When a company says it’s going to cut carbon emissions by some ambitious percentage by 2030, most of us file that under “nice goal, let’s see what actually happens.” Sustainability targets are easy to announce. Delivering them, in the messy reality of global manufacturing, is something else entirely.
So when SML Group — a Hong Kong-based label and RFID supplier — announced its 2025 ESG results, the numbers deserved more than a polite nod. This is a company that’s already 80% of the way to its 2030 target with five full years left on the clock.
Let that sink in.
Scope 1 and 2 emissions dropped 33.6% against the 2021 baseline. Scope 3 — the tricky stuff, the emissions from your supply chain and product use that most companies struggle to even measure — fell 32.6%. And scope 1 and 2 reductions actually accelerated in 2025, declining at more than twice the previous year’s rate.
Ignatius K.C. Lau, SML’s CEO, delivered the understatement of the year: “Our brand partners expect supply chains to demonstrate sustainability as a core business requirement.”
That’s the polite way of saying “the brands we serve are no longer asking nicely.”
Beyond the carbon numbers
Emissions reductions get the headlines, but what’s happening on the ground is equally telling. In 2025, SML diverted 90.7% of its waste from landfill. That’s not an aspirational target — that’s actual performance. The company also achieved 83.7% supplier alignment with its environmental and social procurement policies.
For a global manufacturer with facilities across multiple countries, driving that level of alignment through the supply chain is not a PowerPoint exercise. It requires auditing, enforcement, and sometimes difficult conversations with suppliers who’ve been doing things the same way for decades.
The company’s EcoVadis score — the independent sustainability rating that’s become a de facto standard for corporate procurement teams — climbed to 72 out of 100, earning a Silver Medal and placing SML in the 85th percentile globally. Not bad for a company making something as unglamorous as garment labels.
The tech that’s making it possible
Behind the numbers is a technology shift that’s worth understanding. SML has been aggressively converting the majority of its production lines to digital printing, specifically to reduce material waste and cut down on the plastic impact of its manufacturing processes.
Then there’s InfuseRFID — a technology that embeds washable RFID tags directly into garments during production. It won the Sustainable Product Award at the 2026 SEAL Business Sustainability Awards, and the sustainability angle is genuinely clever. By embedding RFID at the point of manufacture, the tag stays with the garment through its entire lifecycle, enabling inventory visibility, reducing overproduction, and supporting circular business models like rental and resale.
Nanna Ingemann Dalsgaard, SML’s VP of sustainability, captured the shift: “Sustainability today is about more than reducing emissions. It is about creating the transparency, traceability, and accountability needed to support more responsible supply chains.”
That’s the point the industry is reaching. Carbon numbers are table stakes now. The companies that are pulling ahead are the ones building the infrastructure — digital printing, embedded RFID, supplier accountability systems — that makes those numbers possible in the first place.
Five years ahead of schedule isn’t an accident. It’s what happens when sustainability stops being a report and starts being an operating system.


What is required
Beneath this task is a listing; retype all of it exactly.
■ ■ ■ ■
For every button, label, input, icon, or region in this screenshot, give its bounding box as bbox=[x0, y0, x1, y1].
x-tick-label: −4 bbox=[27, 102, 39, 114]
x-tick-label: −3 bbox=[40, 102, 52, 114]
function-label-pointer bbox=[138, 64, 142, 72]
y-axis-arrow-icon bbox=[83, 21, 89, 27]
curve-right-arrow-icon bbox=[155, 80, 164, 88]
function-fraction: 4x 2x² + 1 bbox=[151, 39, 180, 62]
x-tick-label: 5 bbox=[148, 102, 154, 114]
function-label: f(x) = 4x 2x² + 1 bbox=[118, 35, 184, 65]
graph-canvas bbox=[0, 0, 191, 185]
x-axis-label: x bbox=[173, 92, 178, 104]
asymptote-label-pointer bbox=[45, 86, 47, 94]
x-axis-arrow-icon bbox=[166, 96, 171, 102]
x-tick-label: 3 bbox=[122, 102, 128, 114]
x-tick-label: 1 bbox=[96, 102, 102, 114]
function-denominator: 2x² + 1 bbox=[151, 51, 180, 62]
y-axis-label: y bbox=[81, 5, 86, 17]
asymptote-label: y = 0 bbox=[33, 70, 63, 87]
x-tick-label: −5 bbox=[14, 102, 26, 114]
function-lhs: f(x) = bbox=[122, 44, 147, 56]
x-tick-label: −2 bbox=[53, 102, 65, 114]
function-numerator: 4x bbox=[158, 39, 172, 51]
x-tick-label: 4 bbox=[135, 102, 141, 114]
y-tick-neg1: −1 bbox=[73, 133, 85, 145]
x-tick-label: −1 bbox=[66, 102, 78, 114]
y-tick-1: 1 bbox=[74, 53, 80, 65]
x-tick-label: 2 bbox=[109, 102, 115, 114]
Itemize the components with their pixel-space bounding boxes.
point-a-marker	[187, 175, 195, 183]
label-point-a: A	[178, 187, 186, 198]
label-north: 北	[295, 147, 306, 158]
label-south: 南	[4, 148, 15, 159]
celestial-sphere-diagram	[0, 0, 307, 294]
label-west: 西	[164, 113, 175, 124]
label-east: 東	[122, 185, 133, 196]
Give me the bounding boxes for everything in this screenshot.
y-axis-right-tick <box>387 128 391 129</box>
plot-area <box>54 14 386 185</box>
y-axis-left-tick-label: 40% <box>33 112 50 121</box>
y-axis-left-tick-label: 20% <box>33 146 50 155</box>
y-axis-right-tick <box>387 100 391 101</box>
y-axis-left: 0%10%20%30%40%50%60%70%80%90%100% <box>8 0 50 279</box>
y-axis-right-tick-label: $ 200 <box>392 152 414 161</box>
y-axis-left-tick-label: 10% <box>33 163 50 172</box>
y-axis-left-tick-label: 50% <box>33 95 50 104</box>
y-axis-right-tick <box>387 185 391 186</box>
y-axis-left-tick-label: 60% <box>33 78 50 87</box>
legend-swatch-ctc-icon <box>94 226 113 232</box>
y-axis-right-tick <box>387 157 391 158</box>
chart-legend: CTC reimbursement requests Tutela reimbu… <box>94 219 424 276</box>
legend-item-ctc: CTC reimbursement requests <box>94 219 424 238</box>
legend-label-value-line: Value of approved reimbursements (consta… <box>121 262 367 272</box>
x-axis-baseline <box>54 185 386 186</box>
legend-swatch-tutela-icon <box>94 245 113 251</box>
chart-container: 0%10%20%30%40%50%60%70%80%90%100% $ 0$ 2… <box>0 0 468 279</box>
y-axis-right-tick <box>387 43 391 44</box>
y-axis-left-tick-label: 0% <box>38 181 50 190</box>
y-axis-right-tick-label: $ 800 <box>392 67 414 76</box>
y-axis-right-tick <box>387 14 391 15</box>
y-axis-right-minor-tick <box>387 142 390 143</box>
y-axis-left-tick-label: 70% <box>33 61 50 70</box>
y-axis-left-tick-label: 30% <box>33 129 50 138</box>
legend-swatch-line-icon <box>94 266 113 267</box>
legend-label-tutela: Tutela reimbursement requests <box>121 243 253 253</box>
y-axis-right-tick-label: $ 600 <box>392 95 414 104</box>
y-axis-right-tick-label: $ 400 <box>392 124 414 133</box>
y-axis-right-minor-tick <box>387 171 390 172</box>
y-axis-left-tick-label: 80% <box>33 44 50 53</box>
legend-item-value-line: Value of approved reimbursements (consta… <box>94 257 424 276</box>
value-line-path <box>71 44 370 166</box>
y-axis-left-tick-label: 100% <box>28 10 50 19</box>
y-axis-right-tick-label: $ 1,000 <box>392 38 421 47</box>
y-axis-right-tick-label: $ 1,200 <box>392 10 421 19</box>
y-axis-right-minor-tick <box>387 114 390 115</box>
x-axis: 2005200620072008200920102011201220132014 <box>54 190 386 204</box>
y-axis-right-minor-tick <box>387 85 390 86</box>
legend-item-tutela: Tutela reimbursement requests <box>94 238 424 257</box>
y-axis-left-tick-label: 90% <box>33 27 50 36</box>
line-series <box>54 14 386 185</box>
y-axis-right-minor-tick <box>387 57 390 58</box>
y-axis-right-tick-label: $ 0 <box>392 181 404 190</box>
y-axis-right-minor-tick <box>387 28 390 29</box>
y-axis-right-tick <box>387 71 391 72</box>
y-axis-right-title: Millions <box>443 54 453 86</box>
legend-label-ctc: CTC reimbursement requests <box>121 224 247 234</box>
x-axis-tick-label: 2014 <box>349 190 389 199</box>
■ ■ ■ ■
Task answer
For every button, label, input, icon, or region in this screenshot, give its bounding box as bbox=[x0, y0, x1, y1].
x-tick-label: −4 bbox=[27, 102, 39, 114]
x-tick-label: −3 bbox=[40, 102, 52, 114]
function-label-pointer bbox=[138, 64, 142, 72]
y-axis-arrow-icon bbox=[83, 21, 89, 27]
curve-right-arrow-icon bbox=[155, 80, 164, 88]
function-fraction: 4x 2x² + 1 bbox=[151, 39, 180, 62]
x-tick-label: 5 bbox=[148, 102, 154, 114]
function-label: f(x) = 4x 2x² + 1 bbox=[118, 35, 184, 65]
graph-canvas bbox=[0, 0, 191, 185]
x-axis-label: x bbox=[173, 92, 178, 104]
asymptote-label-pointer bbox=[45, 86, 47, 94]
x-axis-arrow-icon bbox=[166, 96, 171, 102]
x-tick-label: 3 bbox=[122, 102, 128, 114]
x-tick-label: 1 bbox=[96, 102, 102, 114]
function-denominator: 2x² + 1 bbox=[151, 51, 180, 62]
y-axis-label: y bbox=[81, 5, 86, 17]
asymptote-label: y = 0 bbox=[33, 70, 63, 87]
x-tick-label: −5 bbox=[14, 102, 26, 114]
function-lhs: f(x) = bbox=[122, 44, 147, 56]
x-tick-label: −2 bbox=[53, 102, 65, 114]
function-numerator: 4x bbox=[158, 39, 172, 51]
x-tick-label: 4 bbox=[135, 102, 141, 114]
y-tick-neg1: −1 bbox=[73, 133, 85, 145]
x-tick-label: −1 bbox=[66, 102, 78, 114]
y-tick-1: 1 bbox=[74, 53, 80, 65]
x-tick-label: 2 bbox=[109, 102, 115, 114]
Itemize the components with their pixel-space bounding boxes.
point-a-marker	[187, 175, 195, 183]
label-point-a: A	[178, 187, 186, 198]
label-north: 北	[295, 147, 306, 158]
label-south: 南	[4, 148, 15, 159]
celestial-sphere-diagram	[0, 0, 307, 294]
label-west: 西	[164, 113, 175, 124]
label-east: 東	[122, 185, 133, 196]
Give me the bounding boxes for everything in this screenshot.
y-axis-right-tick <box>387 128 391 129</box>
plot-area <box>54 14 386 185</box>
y-axis-left-tick-label: 40% <box>33 112 50 121</box>
y-axis-left-tick-label: 20% <box>33 146 50 155</box>
y-axis-right-tick <box>387 100 391 101</box>
y-axis-left: 0%10%20%30%40%50%60%70%80%90%100% <box>8 0 50 279</box>
y-axis-right-tick-label: $ 200 <box>392 152 414 161</box>
y-axis-left-tick-label: 10% <box>33 163 50 172</box>
y-axis-left-tick-label: 50% <box>33 95 50 104</box>
y-axis-right-tick <box>387 185 391 186</box>
y-axis-left-tick-label: 60% <box>33 78 50 87</box>
legend-swatch-ctc-icon <box>94 226 113 232</box>
y-axis-right-tick <box>387 157 391 158</box>
chart-legend: CTC reimbursement requests Tutela reimbu… <box>94 219 424 276</box>
legend-item-ctc: CTC reimbursement requests <box>94 219 424 238</box>
legend-label-value-line: Value of approved reimbursements (consta… <box>121 262 367 272</box>
x-axis-baseline <box>54 185 386 186</box>
legend-swatch-tutela-icon <box>94 245 113 251</box>
chart-container: 0%10%20%30%40%50%60%70%80%90%100% $ 0$ 2… <box>0 0 468 279</box>
y-axis-right-tick <box>387 43 391 44</box>
y-axis-left-tick-label: 0% <box>38 181 50 190</box>
y-axis-right-tick-label: $ 800 <box>392 67 414 76</box>
y-axis-right-tick <box>387 14 391 15</box>
y-axis-right-minor-tick <box>387 142 390 143</box>
y-axis-left-tick-label: 70% <box>33 61 50 70</box>
y-axis-left-tick-label: 30% <box>33 129 50 138</box>
legend-swatch-line-icon <box>94 266 113 267</box>
legend-label-tutela: Tutela reimbursement requests <box>121 243 253 253</box>
y-axis-right-tick-label: $ 600 <box>392 95 414 104</box>
y-axis-right-tick-label: $ 400 <box>392 124 414 133</box>
y-axis-right-minor-tick <box>387 171 390 172</box>
y-axis-left-tick-label: 80% <box>33 44 50 53</box>
legend-item-value-line: Value of approved reimbursements (consta… <box>94 257 424 276</box>
value-line-path <box>71 44 370 166</box>
y-axis-left-tick-label: 100% <box>28 10 50 19</box>
y-axis-right-tick-label: $ 1,000 <box>392 38 421 47</box>
y-axis-right-tick-label: $ 1,200 <box>392 10 421 19</box>
y-axis-right-minor-tick <box>387 114 390 115</box>
x-axis: 2005200620072008200920102011201220132014 <box>54 190 386 204</box>
y-axis-right-minor-tick <box>387 85 390 86</box>
legend-item-tutela: Tutela reimbursement requests <box>94 238 424 257</box>
y-axis-left-tick-label: 90% <box>33 27 50 36</box>
line-series <box>54 14 386 185</box>
y-axis-right-minor-tick <box>387 57 390 58</box>
y-axis-right-tick-label: $ 0 <box>392 181 404 190</box>
y-axis-right-minor-tick <box>387 28 390 29</box>
y-axis-right-tick <box>387 71 391 72</box>
y-axis-right-title: Millions <box>443 54 453 86</box>
legend-label-ctc: CTC reimbursement requests <box>121 224 247 234</box>
x-axis-tick-label: 2014 <box>349 190 389 199</box>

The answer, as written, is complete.